Sunday 21 August 2016

Pinnacles in the Mist

Here's what I love about travel: strangers get a chance to touch your life. Sometimes a single day can bring moments that makes you a different person when you go to sleep - more tender, less jaded - than the one you were when you woke up.

This particular day begins by entering the hidden world of the Kauaeranga Valley, home to the majestic Pinnacles range. From the road end car park, I hike to the swing bridge to cross the Kauaeranga River and follow the track to the Webb Creek – Moss Creek junction. Here I follow the Webb Creek Track, the historic packhorse route used by Kauri Bushmen in 1920s, to Hydro Camp. I steadily climb steps that were cut into rock to make the journey easier for the packhorses during the kauri logging era.

During the lung-bursting climb, I meet two local fellas. Conversation easily flows between us, we talked nonstop about books, films and everything under the sun. We therefore decide to complete the rest of the hike together...

From Hydro Camp junction, we take the Pinnacles Track which climbs and sidles around a hill before following a more open ridge. Occasionally, through the mist, we snatch impressive views down a branch of the Tairua River and the rugged volcanic landforms of Tauranikau and the Pinnacles. A steady climb, steep in places, follows another well constructed stepped track.

We stop for lunch at the Pinnacles Hut staring into the mist at where the Pinnacles should be. Waiting. Hoping for the weather to clear. From the hut, the scramble to the top of the Pinnacles rock formation should have rewarded us with 360° views of the entire Coromandel Peninsula and beyond.

On the summit we meet more disappointed hikers waiting, in vain, for something, anything, to come into view. Nothing ever did, but we passed the time by chatting with an ease of friends who have known each other for years. Subsequently, for the descent our group of three became a group of seven as we are joined by two German guys and an American couple.

We descend back to the Hydro Camp and begin a steady thirty minute climb which leads to a saddle.
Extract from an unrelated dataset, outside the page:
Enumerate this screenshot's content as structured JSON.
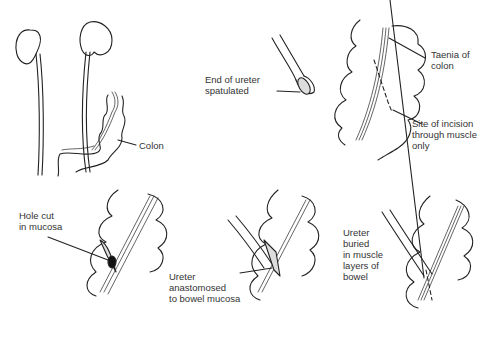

Along the way we share stories and laughter. At the saddle, the mist lifts for a while to treat us to excellent views down the Kauaeranga Valley to the Hauraki Plains. A little further on, a knoll overlooks the Billygoat Basin. We learn from the local fellas that the first attempt to log this basin was made in the 1880s but was abandoned within a few years as driving logs down the Billygoat Falls proved too destructive. The basin was successfully logged in the 1920s after the construction of the Billygoat incline to bypass the falls, and the use of a steam hauler.

We drop down into Billygoat Basin and continue downhill to the Kauaeranga Valley Road which requires an interesting crossing of the Kauaeranga River to the Tarawaere car park. After hugs and handshakes, we jump in our vehicles and head off, not sad because the day is over, but happy for the rest of the time we spent together.